For years, Pastor David Meredith was a trusted colleague in Columbus. David was - and still is - a joy-filled person who knows the expansiveness of humanity - all of its glory. Across a crowded room he is a island of hopefulness into which one could go to find solace and support and a loving presence. He is a pastor of depth whose joy - fullness of life - incorporates without restrictions or qualifications. And yet, that is not good enough - that is what we are being told by the religious leaders of the UMC temple of holiness. We must be clear that David is not the problem. In fact, only the religious systems of our culture create problems and hangs on words of death and expulsion - they make problems - they may well be the problem. And yes, they know not the fullness of the gospel - they hang onto the laws and rules and and limited vision of something labeled sacred - yet, it is not holy at all.

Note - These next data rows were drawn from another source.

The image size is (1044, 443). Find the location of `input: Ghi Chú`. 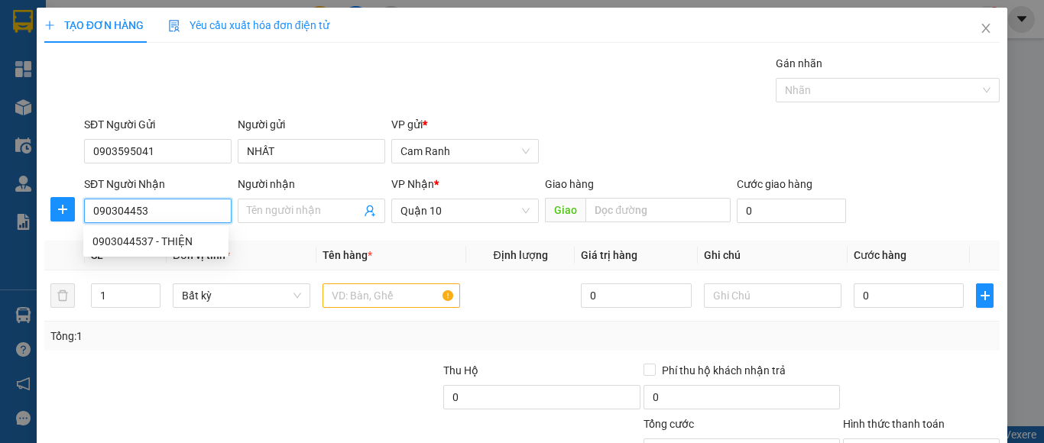

input: Ghi Chú is located at coordinates (773, 296).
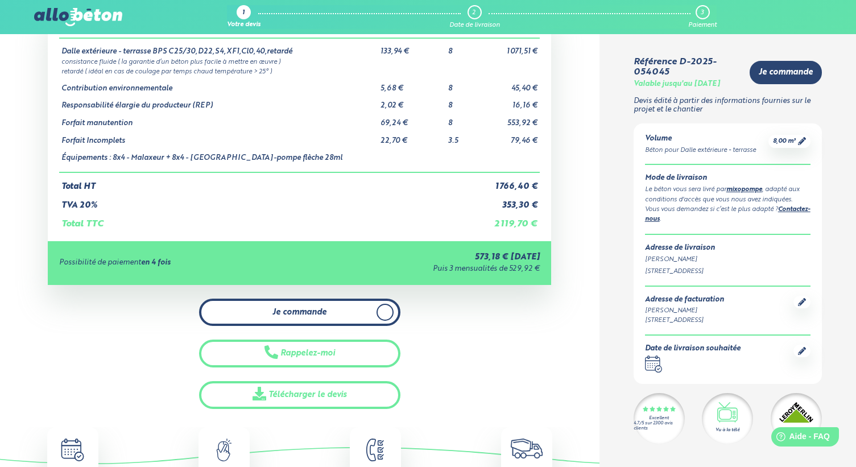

It sacrifices others rather than willingly become self-sacrificial - as the Christ.
I do not mean to rag on the UMC. I'm Lutheran and believe me, we know how to exclude and demean and hang out holy banners in order to cover up our corporate violence and contempt for any group who is not as we like or as we have decided to define holy - even when it it an unholy reality. I know church leaders - yes, elected and then blessed - whose notion of holy was nothing more than a will to power - mostly their own. It is a power veiled in theological language but absent of the way of the cross. That - is the protective rule of the institution. It is an institution that insists that we must never embrace the victim but must always act as though we keep victims close - but never within the fold - keep them over there or out there - like thoughts and prayers. It gives the institutions a sense of power - the power of this world - a power that seeks to overwhelm and outcast others.
But let me get back to David.
That he is on trial (a church trial - ha) is the first absurdity.
That his life is an offense to how some perceive a godly life - is another absurdity.
That a church body still needs to offer up human sacrifices in order to maintain the control they have created for themselves and long to keep in place - is an absurdity.
That his loving-kindness - his humor - his resurrection hope - his joyfulness - his willingness to enter into the life of any and all - is a threat to a church body - is an absurdity.
But then,
when control and order is a higher good than life that is alive along the way of the cross - a way that knows how to give away life and power - we can expect nothing more than an absurdity. It is - quite bluntly - an offense to the Reign of God that we are all invited to share - now.
Now it would be easy to say that David needs to judge those who judge him. But as I know him, he forgives - he dwells within graciousness - his arms are wide open even when those who claim to be the leaders of the faith live with arms folded shut - to some.
We must remember here that the church has thrived on exclusion - even when we are ones who are to live together without partiality - therefore we may not always be the ones of the Way. Our history is a way soiled by the lives of those we have rejected. Thus we must ask - are we the followers of Jesus or do we follow the violence of a world - the way of power - those who seek to be one step higher than others. We must insist on a faithfulness - not the rule books of a broken system desperately grasping onto a power they really never had.
To Pastor David Meredith I lift a glass of wine and a promise of ongoing support.